Chainsaws buzzed, as bulldozers plowed into debris. Utility crews restored power as some neighborhoods began recovery.

Credit: AP
Jaycee Ahlefeld surveys the damage left after a late-night tornado devastated the area in Sullivan, Ind., Saturday, April 1, 2023. Ahlefeld's son attended a day care that had been on what is now an empty lot. Multiple deaths were reported in the area following the storm. (AP Photo/Doug McSchooler)

Nine people died in Tennessee's McNairy County, east of Memphis, according to Patrick Sheehan, director the Tennessee Emergency Management Agency.

Tennessee Gov. Bill Lee drove to the county Saturday to tour the destruction and comfort residents. He said the storm capped the “worst” week of his time as governor, coming days after a school shooting in Nashville that killed six people including a family friend whose funeral he and his wife, Maria, attended earlier in the day.

“It’s terrible what has happened in this community, this county, this state,” Lee said. “But it looks like your community has done what Tennessean communities do, and that is rally and respond.”

Jeffrey Day said he called his daughter after seeing on the news that their community of Adamsville was being hit. Huddled in a closet with her 2-year-old son as the storm passed over, she answered the phone screaming.

“She kept asking me, ‘What do I do, daddy?’" Day said, tearing up. "I didn’t know what to say.”

After the storm passed, his daughter crawled out of her destroyed home and drove to nearby family.

In Memphis, police spokesman Christopher Williams said via email late Saturday that there were three deaths believed to be weather-related: two children and an adult who died when a tree fell on a house.

Tennessee officials warned that the same weather conditions from Friday night are expected to return Tuesday.

In Belvidere, Illinois, part of the roof of the Apollo Theatre collapsed as about 260 people were attending a heavy metal concert. A 50-year-old man was pulled from the rubble; he later died.

Credit: AP
Authorities work the scene at the Apollo Theatre after a severe spring storm caused damage and injuries during a concert, late Friday, March 31, 2023, in Belvidere, Ill. (AP Photo/Matt Marton)

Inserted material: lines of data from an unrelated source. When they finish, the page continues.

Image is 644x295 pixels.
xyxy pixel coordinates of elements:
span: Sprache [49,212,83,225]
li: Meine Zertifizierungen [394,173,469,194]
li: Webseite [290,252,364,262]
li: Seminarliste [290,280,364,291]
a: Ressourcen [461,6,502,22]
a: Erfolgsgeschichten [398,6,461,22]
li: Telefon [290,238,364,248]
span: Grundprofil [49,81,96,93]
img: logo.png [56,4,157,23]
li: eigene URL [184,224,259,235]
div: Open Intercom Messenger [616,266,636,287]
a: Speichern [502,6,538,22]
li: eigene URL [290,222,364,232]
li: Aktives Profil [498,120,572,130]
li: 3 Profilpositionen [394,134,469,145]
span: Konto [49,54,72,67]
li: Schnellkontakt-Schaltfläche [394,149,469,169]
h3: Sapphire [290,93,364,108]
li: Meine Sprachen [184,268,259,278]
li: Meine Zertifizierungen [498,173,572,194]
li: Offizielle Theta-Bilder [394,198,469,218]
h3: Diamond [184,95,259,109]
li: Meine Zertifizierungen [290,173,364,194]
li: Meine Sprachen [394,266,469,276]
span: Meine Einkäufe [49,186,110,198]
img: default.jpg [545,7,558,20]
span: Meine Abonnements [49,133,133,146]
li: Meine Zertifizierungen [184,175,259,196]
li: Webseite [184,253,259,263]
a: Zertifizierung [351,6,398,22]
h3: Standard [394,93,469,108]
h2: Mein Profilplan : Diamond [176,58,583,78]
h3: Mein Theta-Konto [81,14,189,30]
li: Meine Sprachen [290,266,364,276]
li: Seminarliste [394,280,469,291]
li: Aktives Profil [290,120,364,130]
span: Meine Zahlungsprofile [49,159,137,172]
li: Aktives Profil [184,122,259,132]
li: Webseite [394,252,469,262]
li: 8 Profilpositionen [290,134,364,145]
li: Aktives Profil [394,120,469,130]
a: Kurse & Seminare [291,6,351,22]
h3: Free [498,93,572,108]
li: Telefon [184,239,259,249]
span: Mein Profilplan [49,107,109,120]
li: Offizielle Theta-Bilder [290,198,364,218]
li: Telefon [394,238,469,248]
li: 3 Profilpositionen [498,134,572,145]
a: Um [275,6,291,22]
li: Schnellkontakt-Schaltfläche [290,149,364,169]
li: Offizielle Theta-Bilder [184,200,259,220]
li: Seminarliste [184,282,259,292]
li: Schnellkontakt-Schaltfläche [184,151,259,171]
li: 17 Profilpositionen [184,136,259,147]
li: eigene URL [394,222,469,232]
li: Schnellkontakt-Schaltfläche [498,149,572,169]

Officials said 40 others were hurt, including two with life-threatening injuries.

In Crawford County, Illinois, three people were killed and eight injured when a tornado hit around New Hebron, said Bill Burke, the county board chair.

Sheriff Bill Rutan said 60 to 100 families were displaced.

“We’ve had emergency crews digging people out of their basements because the house is collapsed on top of them, but luckily they had that safe space to go to,” Rutan said at a news conference.

That tornado was not far from where three people died in Indiana's Sullivan County, about 95 miles southwest of Indianapolis.

Several people were rescued overnight, with reports of as many as 12 people injured.

“I’m really, really shocked there isn’t more as far as human issues,” said Sullivan Mayor Clint Lamb, adding that recovery “is going to be a very long process.”

In the Little Rock area, at least one person was killed and more than 50 were hurt, some critically. The National Weather Service said that tornado was a high-end EF3 twister with wind speeds up to 165 mph and a path as long as 25 miles.

Masoud Shahed-Ghaznavi was lunching at home when it roared through his neighborhood, causing him to hide in the laundry room as sheetrock fell and windows shattered. When he emerged, the house was mostly rubble.

“Everything around me is sky," he recalled Saturday.

Another suspected tornado killed a woman in northern Alabama’s Madison County, officials said, and in northern Mississippi's Pontotoc County, authorities confirmed one death and four injuries.

The storms struck just hours after Biden visited Rolling Fork, Mississippi, where tornadoes last week destroyed parts of town.

The sprawling storm system also brought wildfires to the southern Plains, with authorities in Oklahoma reporting nearly 100 of them Friday. At least 32 people were said to be injured, and more than 40 homes destroyed.

DeMillo reported from Little Rock. Associated Press writers around the country contributed to this report, including Harm Venhuizen in Belvidere, Illinois, and Corey Williams in Detroit.